Students gathered at an Arco gas station on Farivew Avenue in Goleta Saturday to protest fracking. This local event was part of a larger event held by activists and organizers worldwide, known as the Global Frackdown. Students held signs to protest fracking and talked to local residents, educating them on environmental and health consequences.

The Global Frackdown, made up of smaller local actions, aimed to raise awareness and visibility of public support for banning fracking. Fracking, or hydraulic fracturing, has raised several environmental safety concerns. One of these concerns is the contamination of water supplies.

“Because fracking involves drilling and injecting hazardous chemicals into the earth,” Casey Willitts, CALPIRG’s Fracking campaign coordinator explained, “we are putting our drinking water at risk.” Other concerns of fracking opponents range from fracking-induced earthquakes to air pollution.

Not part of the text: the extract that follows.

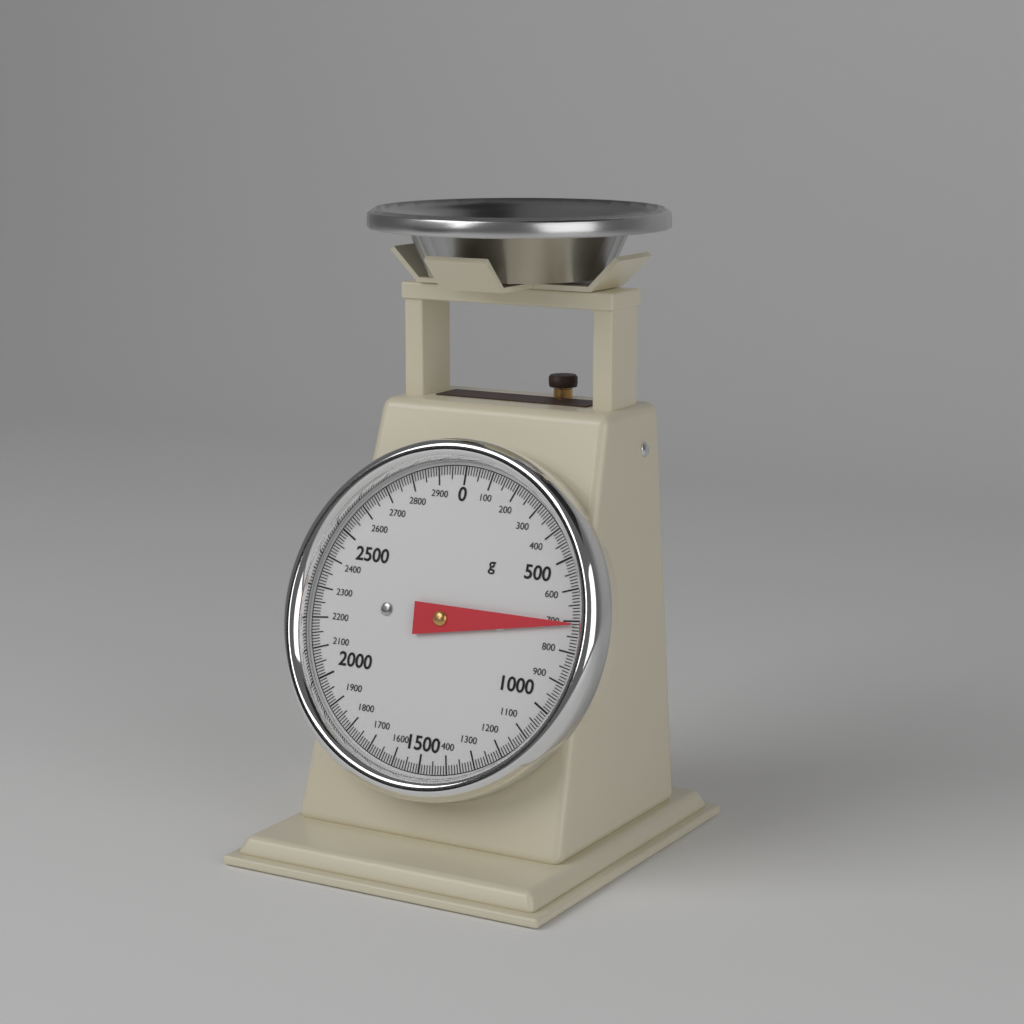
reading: 710 g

The Global Frackdown event seeks to ban or halt fracking in states from New York to California, as well as throughout nations that are fracking worldwide. “Fracking is happening in so many communities and we need use the public outrage that already exists to make change on the federal level,” said Willitts.

A recent poll showed that 49% of Americans, up from 38% in March, are opposed to fracking. Jogreet Chadha, a volunteer with UCSB’s CALPIRG chapter added, “The Global Frackdown is an extremely important global and national day of demonstrating opposition to fracking, but it is even more critical for us since they just started fracking here in Santa Barbara.”

It was recently discovered that several fracking operations off the Santa Barbara coast were federally approved without any means of environmental review. “We are showing that UCSB students won’t stand for this,” said Chadha.